Well you raise an interesting point, Jedi. What, exactly, does "Qur'an" even mean? It's well accepted by scholars that it derives from the Syriac term "Qeryana", meaning "lectionary." And what's a lectionary? In Syriac, a ktaba d'qeryana, meaning a book that one recites from. This use predated the Qur'an, and it did not simply mean 'oral recitation,' as later Muslims would attempt to interpret it. It meant an ACTUAL book that one orally recites from.
The technical use of this term, circa 630, would have meant a recitation that relates to a sacred text. It is only the much later Muslim tradition that insists on the orality of the text as *primary.*
I consider the Qur'an to be a composite text, reflecting input from many different authors, scribes, compilers, and redactors. Just like virtually every other sacred text (for example, the Gospels).
So I do not at all think there is anything complex about the Qur'an referring to itself as a "kitab." It is because at a certain stage of compilation, it was a written text, and thus properly refers to itself as such. No mystical divine books in heaven needed to be jammed into a text that doesn't say anything about that. There is a debate about whether or not the Qur'an was primarily transmitted in written form at one point, without a secure oral tradition to accompany it, and I think it (or more properly its predecessor components) unquestionably was for a variety of reasons. Here's one: The current text appears to contain certain garbled Syriac terms that were no longer properly understood by later Muslims, of which "Qur'an" is one. Great article from Donner on the Qur'anic term "Furqan," which is another.
http://www.academia.edu/1013511/Quranic_FurqanKey point: "The implication is that some passages of the Qur’an text must have been transmitted, at some point, only in written form without the benefit of a secure tradition of oral recitation, otherwise the misreading of Syriac ‘puqdana’ as ‘furqan’ couldnot have occurred."
Both these terms would later be interpreted by Muslims in a way that is inconsistent with how the Qur'an uses them, and elaborate theological and mythological explanations would be developed to try to explain that.
The point being that this was a *text*, and its recitation was derivative of its status as kitab (the real kind, a mushaf, not a heavenly magical kind). Furthermore, in the community that recitation I think was in different phases -- an early phase, consistent with Meccan surahs, and a MUCH later Muslim phase, in late Umayyad/Abassid times, where Qur'anic recitation became a dogma, concomitant with arguments about Mohammed's alleged illiteracy.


INSTRUCTIONS TO FOLLOW:
Restate each entry exactly, without pictures.

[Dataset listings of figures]
=== Section Start ===
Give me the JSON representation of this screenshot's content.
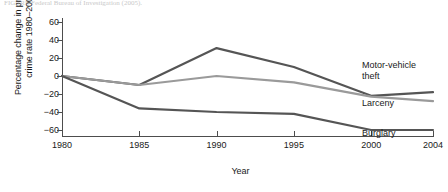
{
  "caption": "FIGURE  Federal Bureau of Investigation (2005).",
  "chart_data": {
    "type": "line",
    "title": "",
    "xlabel": "Year",
    "ylabel": "Percentage change in property crime rate 1980–2004",
    "ylabel_line1": "Percentage change in property",
    "ylabel_line2": "crime rate 1980–2004",
    "x": [
      1980,
      1985,
      1990,
      1995,
      2000,
      2004
    ],
    "categories": [
      "1980",
      "1985",
      "1990",
      "1995",
      "2000",
      "2004"
    ],
    "xlim": [
      1980,
      2004
    ],
    "ylim": [
      -60,
      60
    ],
    "yticks": [
      60,
      40,
      20,
      0,
      -20,
      -40,
      -60
    ],
    "ytick_labels": [
      "60",
      "40",
      "20",
      "0",
      "−20",
      "−40",
      "−60"
    ],
    "grid": false,
    "legend_position": "right-inline",
    "series": [
      {
        "name": "Motor-vehicle theft",
        "label_line1": "Motor-vehicle",
        "label_line2": "theft",
        "color": "#555555",
        "values": [
          0,
          -10,
          31,
          10,
          -22,
          -18
        ]
      },
      {
        "name": "Larceny",
        "label_line1": "Larceny",
        "label_line2": "",
        "color": "#9a9a9a",
        "values": [
          0,
          -10,
          0,
          -7,
          -23,
          -28
        ]
      },
      {
        "name": "Burglary",
        "label_line1": "Burglary",
        "label_line2": "",
        "color": "#555555",
        "values": [
          0,
          -36,
          -40,
          -42,
          -60,
          -60
        ]
      }
    ]
  }
}
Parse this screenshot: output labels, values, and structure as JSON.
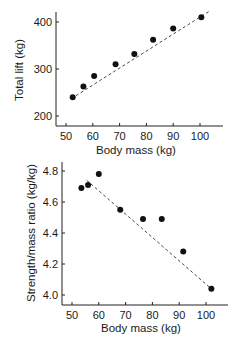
=== Section End ===
FINAL ANSWER:
Give me the JSON representation of this screenshot's content.
{
  "caption": "FIGURE  Federal Bureau of Investigation (2005).",
  "chart_data": {
    "type": "line",
    "title": "",
    "xlabel": "Year",
    "ylabel": "Percentage change in property crime rate 1980–2004",
    "ylabel_line1": "Percentage change in property",
    "ylabel_line2": "crime rate 1980–2004",
    "x": [
      1980,
      1985,
      1990,
      1995,
      2000,
      2004
    ],
    "categories": [
      "1980",
      "1985",
      "1990",
      "1995",
      "2000",
      "2004"
    ],
    "xlim": [
      1980,
      2004
    ],
    "ylim": [
      -60,
      60
    ],
    "yticks": [
      60,
      40,
      20,
      0,
      -20,
      -40,
      -60
    ],
    "ytick_labels": [
      "60",
      "40",
      "20",
      "0",
      "−20",
      "−40",
      "−60"
    ],
    "grid": false,
    "legend_position": "right-inline",
    "series": [
      {
        "name": "Motor-vehicle theft",
        "label_line1": "Motor-vehicle",
        "label_line2": "theft",
        "color": "#555555",
        "values": [
          0,
          -10,
          31,
          10,
          -22,
          -18
        ]
      },
      {
        "name": "Larceny",
        "label_line1": "Larceny",
        "label_line2": "",
        "color": "#9a9a9a",
        "values": [
          0,
          -10,
          0,
          -7,
          -23,
          -28
        ]
      },
      {
        "name": "Burglary",
        "label_line1": "Burglary",
        "label_line2": "",
        "color": "#555555",
        "values": [
          0,
          -36,
          -40,
          -42,
          -60,
          -60
        ]
      }
    ]
  }
}
Parse this screenshot: output labels, values, and structure as JSON.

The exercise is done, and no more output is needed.